Land Nationalisation, its Necessity and its Aims. Being a Comparison of the System of Landlord and Tenant with that of Occupying Ownership in Their Influence on the Well-being of the People

Land Nationalisation, its Necessity and its Aims. Being a Comparison of the System of Landlord and Tenant with that of Occupying Ownership in Their Influence on the Well-being of the People
Author :
Publisher : BoD – Books on Demand
Total Pages : 258
Release :
ISBN-10 : 9783385477056
ISBN-13 : 3385477050
Rating : 4/5 (56 Downloads)

Synopsis Land Nationalisation, its Necessity and its Aims. Being a Comparison of the System of Landlord and Tenant with that of Occupying Ownership in Their Influence on the Well-being of the People by : Alfred Russel Wallace

Reprint of the original, first published in 1882.

Manual of Political Economy

Manual of Political Economy
Author :
Publisher : London Macmillan 1888.
Total Pages : 700
Release :
ISBN-10 : STANFORD:36105010266679
ISBN-13 :
Rating : 4/5 (79 Downloads)

Synopsis Manual of Political Economy by : Henry Fawcett

Nationalism and Popular Protest in Ireland

Nationalism and Popular Protest in Ireland
Author :
Publisher : Cambridge University Press
Total Pages : 482
Release :
ISBN-10 : 0521525012
ISBN-13 : 9780521525015
Rating : 4/5 (12 Downloads)

Synopsis Nationalism and Popular Protest in Ireland by : Charles H. E. Philpin

Essays on Irish nationalism, some on particular protest movement, others on more general themes.

An Alfred Russel Wallace Companion

An Alfred Russel Wallace Companion
Author :
Publisher : University of Chicago Press
Total Pages : 446
Release :
ISBN-10 : 9780226622101
ISBN-13 : 022662210X
Rating : 4/5 (01 Downloads)

Synopsis An Alfred Russel Wallace Companion by : Charles H. Smith

Although Alfred Russel Wallace (1823–1913) was one of the most famous scientists in the world at the time of his death at the age of ninety, today he is known to many as a kind of “almost-Darwin,” a secondary figure relegated to the footnotes of Darwin’s prodigious insights. But this diminution could hardly be less justified. Research into the life of this brilliant naturalist and social critic continues to produce new insights into his significance to history and his role in helping to shape modern thought. Wallace declared his eight years of exploration in southeast Asia to be “the central and controlling incident” of his life. As 2019 marks one hundred and fifty years since the publication of The Malay Archipelago, Wallace’s canonical work chronicling his epic voyage, this collaborative book gathers an interdisciplinary array of writers to celebrate Wallace’s remarkable life and diverse scholarly accomplishments. Wallace left school at the age of fourteen and was largely self-taught, a voracious curiosity and appetite for learning sustaining him throughout his long life. After years as a surveyor and builder, in 1848 he left Britain to become a professional natural history collector in the Amazon, where he spent four years. Then, in 1854, he departed for the Malay Archipelago. It was on this voyage that he constructed a theory of natural selection similar to the one Charles Darwin was developing, and the two copublished papers on the subject in 1858, some sixteen months before the release of Darwin’s On the Origin of Species. But as the contributors to the Companion show, this much-discussed parallel evolution in thought was only one epoch in an extraordinary intellectual life. When Wallace returned to Britain in 1862, he commenced a career of writing on a huge range of subjects extending from evolutionary studies and biogeography to spiritualism and socialism. An Alfred Russel Wallace Companion provides something of a necessary reexamination of the full breadth of Wallace’s thought—an attempt to describe not only the history and present state of our understanding of his work, but also its implications for the future.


◆ **Directions for this task**:
Search the entries below for the word "thyroid" and copy every line where it appears.

◆ **Dataset rows about figures**:

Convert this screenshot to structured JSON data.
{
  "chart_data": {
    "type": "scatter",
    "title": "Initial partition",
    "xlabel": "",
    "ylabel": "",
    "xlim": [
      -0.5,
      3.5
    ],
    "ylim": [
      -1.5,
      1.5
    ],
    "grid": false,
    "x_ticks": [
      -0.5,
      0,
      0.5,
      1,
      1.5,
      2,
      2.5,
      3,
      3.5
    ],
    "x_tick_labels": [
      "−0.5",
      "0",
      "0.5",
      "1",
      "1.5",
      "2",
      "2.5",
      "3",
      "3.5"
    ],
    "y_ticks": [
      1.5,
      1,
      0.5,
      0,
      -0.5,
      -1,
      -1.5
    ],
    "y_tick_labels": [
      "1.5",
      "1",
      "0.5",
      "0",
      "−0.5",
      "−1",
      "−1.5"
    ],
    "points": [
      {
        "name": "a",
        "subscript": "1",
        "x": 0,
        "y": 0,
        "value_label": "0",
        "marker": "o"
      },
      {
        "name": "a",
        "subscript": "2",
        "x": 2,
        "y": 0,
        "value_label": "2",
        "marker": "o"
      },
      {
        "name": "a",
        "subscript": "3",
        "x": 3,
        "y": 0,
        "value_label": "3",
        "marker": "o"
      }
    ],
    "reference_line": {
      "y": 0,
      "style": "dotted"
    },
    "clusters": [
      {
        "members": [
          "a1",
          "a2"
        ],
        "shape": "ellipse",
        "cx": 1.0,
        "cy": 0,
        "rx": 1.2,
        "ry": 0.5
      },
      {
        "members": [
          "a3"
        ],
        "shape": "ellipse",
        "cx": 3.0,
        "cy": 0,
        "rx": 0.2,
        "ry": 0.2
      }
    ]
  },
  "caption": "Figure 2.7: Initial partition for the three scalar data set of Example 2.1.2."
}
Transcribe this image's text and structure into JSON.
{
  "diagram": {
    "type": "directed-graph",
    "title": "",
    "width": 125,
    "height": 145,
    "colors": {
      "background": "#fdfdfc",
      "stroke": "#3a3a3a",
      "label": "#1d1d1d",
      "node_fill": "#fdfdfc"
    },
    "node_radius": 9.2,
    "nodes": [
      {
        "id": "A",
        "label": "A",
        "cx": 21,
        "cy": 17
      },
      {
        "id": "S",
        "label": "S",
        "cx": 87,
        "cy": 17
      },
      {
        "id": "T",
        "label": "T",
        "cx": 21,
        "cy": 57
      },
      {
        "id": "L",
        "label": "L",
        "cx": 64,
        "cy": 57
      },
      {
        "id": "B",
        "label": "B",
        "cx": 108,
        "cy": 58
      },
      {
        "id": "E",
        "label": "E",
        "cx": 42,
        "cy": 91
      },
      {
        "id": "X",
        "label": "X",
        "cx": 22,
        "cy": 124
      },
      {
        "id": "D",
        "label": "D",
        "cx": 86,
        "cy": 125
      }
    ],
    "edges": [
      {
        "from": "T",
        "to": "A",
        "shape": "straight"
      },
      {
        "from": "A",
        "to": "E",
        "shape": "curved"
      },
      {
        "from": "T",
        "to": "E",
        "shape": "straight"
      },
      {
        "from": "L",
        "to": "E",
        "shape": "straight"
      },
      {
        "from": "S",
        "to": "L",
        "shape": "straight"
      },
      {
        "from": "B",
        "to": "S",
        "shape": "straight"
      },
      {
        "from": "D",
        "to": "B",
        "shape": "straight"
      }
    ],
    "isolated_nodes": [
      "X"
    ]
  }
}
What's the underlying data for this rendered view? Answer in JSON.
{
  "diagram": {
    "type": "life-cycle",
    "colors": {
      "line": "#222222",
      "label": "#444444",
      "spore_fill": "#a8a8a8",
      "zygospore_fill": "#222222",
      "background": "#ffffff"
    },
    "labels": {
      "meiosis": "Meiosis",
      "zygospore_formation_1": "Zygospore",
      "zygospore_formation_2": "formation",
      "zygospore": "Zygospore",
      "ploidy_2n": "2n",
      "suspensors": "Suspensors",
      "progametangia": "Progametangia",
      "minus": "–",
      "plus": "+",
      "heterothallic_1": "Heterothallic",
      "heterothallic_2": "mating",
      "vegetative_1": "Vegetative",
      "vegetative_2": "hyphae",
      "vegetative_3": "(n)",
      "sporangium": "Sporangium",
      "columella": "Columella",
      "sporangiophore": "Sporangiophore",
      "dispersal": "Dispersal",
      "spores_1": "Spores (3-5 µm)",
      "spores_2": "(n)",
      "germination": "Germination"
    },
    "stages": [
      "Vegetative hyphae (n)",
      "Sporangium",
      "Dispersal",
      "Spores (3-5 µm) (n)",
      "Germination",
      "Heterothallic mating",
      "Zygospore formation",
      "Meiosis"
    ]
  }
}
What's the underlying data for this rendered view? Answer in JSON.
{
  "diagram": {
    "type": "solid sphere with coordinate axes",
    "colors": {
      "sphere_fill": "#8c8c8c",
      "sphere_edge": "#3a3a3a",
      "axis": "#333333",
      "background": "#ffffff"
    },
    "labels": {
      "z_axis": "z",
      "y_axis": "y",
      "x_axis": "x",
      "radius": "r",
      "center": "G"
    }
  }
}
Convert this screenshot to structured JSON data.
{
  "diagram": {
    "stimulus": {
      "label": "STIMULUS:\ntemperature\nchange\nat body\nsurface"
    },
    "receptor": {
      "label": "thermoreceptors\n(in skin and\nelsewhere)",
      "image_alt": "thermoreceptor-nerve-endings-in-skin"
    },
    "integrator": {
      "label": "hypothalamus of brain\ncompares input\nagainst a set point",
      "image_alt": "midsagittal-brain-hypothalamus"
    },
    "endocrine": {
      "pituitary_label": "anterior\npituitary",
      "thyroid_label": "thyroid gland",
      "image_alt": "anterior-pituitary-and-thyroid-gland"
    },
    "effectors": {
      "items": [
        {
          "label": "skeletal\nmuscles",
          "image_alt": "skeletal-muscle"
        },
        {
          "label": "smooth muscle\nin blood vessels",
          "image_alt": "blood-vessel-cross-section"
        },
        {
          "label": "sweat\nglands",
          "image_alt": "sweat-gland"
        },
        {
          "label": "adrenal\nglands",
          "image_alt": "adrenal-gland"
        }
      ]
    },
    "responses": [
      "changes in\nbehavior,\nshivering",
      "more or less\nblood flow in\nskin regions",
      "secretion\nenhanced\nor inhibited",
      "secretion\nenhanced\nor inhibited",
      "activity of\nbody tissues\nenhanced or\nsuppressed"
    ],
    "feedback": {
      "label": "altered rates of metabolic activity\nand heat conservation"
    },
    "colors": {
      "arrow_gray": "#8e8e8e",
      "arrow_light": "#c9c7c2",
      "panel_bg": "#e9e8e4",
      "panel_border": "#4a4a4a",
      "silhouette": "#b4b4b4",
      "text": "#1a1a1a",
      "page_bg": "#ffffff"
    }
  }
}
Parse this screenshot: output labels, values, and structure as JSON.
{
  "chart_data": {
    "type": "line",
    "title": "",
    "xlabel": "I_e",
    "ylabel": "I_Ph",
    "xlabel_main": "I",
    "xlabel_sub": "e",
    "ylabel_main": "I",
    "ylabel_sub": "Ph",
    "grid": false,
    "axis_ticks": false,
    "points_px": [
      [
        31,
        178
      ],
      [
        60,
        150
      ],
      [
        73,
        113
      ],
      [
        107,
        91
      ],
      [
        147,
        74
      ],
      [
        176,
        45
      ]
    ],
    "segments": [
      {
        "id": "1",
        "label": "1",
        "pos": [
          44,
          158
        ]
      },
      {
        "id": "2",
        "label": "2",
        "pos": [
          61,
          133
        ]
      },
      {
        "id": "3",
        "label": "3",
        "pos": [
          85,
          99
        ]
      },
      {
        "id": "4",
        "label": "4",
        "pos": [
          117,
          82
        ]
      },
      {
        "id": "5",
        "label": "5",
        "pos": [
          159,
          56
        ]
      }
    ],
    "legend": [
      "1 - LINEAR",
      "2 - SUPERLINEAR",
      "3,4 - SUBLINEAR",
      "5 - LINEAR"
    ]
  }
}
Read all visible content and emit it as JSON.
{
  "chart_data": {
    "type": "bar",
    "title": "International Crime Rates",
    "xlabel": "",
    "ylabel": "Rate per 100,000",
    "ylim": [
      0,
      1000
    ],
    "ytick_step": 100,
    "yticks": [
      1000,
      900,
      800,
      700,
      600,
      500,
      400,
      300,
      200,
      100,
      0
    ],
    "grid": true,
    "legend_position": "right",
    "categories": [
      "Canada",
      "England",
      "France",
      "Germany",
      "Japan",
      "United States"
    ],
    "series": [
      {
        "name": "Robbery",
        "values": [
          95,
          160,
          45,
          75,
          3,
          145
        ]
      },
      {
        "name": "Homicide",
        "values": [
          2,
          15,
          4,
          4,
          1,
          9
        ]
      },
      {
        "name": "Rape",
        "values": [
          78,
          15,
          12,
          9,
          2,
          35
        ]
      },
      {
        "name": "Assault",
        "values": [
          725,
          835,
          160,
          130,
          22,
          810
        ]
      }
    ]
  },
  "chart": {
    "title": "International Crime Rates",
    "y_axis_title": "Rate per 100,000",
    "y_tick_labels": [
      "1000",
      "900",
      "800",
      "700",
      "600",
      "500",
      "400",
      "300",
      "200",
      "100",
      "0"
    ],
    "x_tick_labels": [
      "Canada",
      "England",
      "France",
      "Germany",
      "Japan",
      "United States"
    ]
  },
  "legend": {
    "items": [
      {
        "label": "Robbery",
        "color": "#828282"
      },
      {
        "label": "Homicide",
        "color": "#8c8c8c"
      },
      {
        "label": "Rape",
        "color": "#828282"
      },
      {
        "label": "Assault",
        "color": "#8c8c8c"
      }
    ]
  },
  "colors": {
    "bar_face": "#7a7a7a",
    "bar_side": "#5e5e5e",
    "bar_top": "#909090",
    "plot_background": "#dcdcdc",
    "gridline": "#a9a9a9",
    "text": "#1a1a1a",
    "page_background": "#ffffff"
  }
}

◆ **Expected answer**:
      "thyroid_label": "thyroid gland",
      "image_alt": "anterior-pituitary-and-thyroid-gland"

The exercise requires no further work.